According to the left, “woke” is a right-wing myth—you know, like the current recession, the crisis at the southern U.S. border and skyrocketing violent crime rates. Nothing to see here—move along.

But we mustn’t move along; the Overton Window (the ideas considered “acceptable” for public discourse) has been dragged so far left that common-sense ideas and policy prescriptions once considered mainstream are now silenced, and their advocates canceled.

Here’s an example. Do you, like a clear majority of Americans, believe that children are too young to decide to have double mastectomies or even more risky “bottom surgeries,” or receive dangerous puberty blockers before they’re 18 (a standard that applies to tattoos in Texas)?

Then according to woke ideology, you’re perpetuating trans teen suicide. The truth, of course, is that these are serious medical procedures with lifelong side effects and consequences, with no evidence of lasting improvement in mental health outcomes or suicide rates.

One more: Do you believe that humans who have babies are more properly called “women” and “mothers”? You’re behind the times; the new woke term is “birthing people,” according to the Biden administration, Democrats and other progressive groups.

What is wokeism? It is a soft fascism that looks to control us and suppress any opposition to its worldview. It is meant to control what you think. It is meant to control what you say. It is meant to control what you do. And it is meant to control who you are.

Columbia University linguist John McWhorter has studied the phenomenon of wokeism, which began as Black vernacular. He compares the fervor—and the self-assuredness—of the woke to a religion.

“…If a person doesn’t agree with a certain agenda that’s centered on that, to the expense of everything else, then those people deserve to be shamed, possibly even dismissed from their positions,” he says. “And so it’s an evangelical and even prosecutorial way of being an anti-racist.”

Yet your compliance with wokeism—even out of a sense of politeness—leads unavoidably to the erasure of everything you are. And this is the point. A person who can be made to affirm anything, no matter how preposterous—that a man can become pregnant, or that the Pilgrims came to America to eliminate “trans” culture—is a subject, not a citizen. And subjects are fit only to be ruled.

We see this disease in all walks of life—finance, science, the media, and of course in business. It’s being mandated in boardrooms worldwide via the ESG (environmental, social and governance) movement.

But there’s good news. Americans are waking up to the manipulation they’ve been subjected to by wokeism.

Texas Comptroller Glenn Hegar, for example, is taking a bold stand against the ESG movement, which is attempting to cripple the oil and gas industry. Backed by legislation passed in 2021, he’s calling out investment firms that “are telling us and other energy-producing states one thing, and then turning around and telling their liberal clients in other states another thing.”

Comptroller Hegar spoke on wokeism at a recent TPPF livestreamed event. He was joined on stage by author Vivek Ramaswamy, whose new book, “Woke, Inc.,” points out that “The modern woke-industrial complex divides us as a people. By mixing morality with consumerism, America’s elites prey on our innermost insecurities about who we really are. They sell us cheap social causes and skin-deep identities to satisfy our hunger for a cause and our search for meaning, at a moment when we as Americans lack both.”

There’s further reason for optimism. We are seeing people like Bill Maher, Bari Weis, and even Starbucks CEO Howard Schultz—who I might add is generally no friend to reason and common sense—is bemoaning “woke leaders for abdicating their responsibility” to fight crime, resulting in Starbucks closing more than a dozen profitable stores just this month.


◆ TASK PROMPT: The answer is the set of lines that include "heating", copied from the data below.

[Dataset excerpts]
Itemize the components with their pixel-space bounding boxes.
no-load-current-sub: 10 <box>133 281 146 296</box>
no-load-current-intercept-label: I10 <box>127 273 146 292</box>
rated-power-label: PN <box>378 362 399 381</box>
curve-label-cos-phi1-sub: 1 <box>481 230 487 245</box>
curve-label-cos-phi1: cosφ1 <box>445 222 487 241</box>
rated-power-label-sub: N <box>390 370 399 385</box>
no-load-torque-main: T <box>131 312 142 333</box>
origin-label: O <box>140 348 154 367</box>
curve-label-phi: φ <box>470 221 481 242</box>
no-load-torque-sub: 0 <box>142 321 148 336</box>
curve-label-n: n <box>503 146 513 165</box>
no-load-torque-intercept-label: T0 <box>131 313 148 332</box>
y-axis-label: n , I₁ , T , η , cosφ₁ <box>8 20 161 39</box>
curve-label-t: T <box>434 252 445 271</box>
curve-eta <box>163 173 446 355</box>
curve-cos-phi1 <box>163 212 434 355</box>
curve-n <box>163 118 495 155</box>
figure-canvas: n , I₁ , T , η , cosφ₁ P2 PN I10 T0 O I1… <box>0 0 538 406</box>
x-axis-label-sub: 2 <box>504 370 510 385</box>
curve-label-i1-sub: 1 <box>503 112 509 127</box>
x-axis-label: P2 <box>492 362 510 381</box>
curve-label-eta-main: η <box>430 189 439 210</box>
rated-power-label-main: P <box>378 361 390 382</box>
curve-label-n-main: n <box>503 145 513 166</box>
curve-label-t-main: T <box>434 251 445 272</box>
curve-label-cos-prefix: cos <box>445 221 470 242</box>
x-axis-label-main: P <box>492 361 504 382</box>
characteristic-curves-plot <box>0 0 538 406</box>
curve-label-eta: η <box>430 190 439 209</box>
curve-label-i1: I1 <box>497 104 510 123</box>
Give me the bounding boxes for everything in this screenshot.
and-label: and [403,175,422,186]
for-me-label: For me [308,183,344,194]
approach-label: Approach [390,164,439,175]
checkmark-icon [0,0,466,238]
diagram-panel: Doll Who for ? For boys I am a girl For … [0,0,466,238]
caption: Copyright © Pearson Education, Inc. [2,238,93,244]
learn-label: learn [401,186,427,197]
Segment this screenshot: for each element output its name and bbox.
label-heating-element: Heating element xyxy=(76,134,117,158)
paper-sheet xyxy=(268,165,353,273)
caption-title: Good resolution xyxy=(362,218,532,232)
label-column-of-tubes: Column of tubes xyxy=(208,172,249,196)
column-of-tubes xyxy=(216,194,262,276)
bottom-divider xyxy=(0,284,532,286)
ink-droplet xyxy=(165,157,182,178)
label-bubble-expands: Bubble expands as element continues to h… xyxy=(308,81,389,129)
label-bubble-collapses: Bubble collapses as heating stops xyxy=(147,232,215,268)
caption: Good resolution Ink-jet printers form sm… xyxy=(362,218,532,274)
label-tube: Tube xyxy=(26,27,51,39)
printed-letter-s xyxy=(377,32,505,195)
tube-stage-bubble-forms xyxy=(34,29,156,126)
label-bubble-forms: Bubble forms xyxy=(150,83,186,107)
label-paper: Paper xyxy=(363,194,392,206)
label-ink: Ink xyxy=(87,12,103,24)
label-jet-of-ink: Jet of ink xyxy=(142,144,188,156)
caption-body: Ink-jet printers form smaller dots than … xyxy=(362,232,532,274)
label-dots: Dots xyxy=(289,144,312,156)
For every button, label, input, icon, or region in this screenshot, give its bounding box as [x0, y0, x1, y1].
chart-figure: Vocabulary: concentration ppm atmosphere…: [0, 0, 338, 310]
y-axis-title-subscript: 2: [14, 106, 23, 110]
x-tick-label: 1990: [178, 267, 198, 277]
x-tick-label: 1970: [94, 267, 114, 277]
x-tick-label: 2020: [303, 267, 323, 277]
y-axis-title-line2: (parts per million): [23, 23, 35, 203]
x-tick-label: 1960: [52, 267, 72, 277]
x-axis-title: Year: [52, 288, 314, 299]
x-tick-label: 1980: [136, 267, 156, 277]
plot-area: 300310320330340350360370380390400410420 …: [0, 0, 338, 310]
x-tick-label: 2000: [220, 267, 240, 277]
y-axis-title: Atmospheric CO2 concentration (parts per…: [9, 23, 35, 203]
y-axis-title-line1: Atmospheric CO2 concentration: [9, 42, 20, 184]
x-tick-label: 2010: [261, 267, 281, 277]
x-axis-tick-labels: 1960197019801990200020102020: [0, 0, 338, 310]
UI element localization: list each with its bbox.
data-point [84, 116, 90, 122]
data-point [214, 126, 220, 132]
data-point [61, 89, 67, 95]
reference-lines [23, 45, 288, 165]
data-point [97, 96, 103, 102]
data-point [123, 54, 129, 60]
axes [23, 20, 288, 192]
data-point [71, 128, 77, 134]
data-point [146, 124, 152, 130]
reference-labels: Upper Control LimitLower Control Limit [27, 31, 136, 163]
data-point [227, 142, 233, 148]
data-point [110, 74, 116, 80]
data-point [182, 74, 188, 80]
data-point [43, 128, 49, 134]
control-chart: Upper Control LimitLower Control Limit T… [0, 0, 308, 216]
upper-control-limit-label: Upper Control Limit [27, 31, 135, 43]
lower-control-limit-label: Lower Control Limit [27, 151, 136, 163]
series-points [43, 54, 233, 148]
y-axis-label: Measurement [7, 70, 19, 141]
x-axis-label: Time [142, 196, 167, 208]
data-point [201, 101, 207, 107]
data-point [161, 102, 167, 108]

◆ FINISHED EXERCISE:
label-heating-element: Heating element xyxy=(76,134,117,158)
label-bubble-collapses: Bubble collapses as heating stops xyxy=(147,232,215,268)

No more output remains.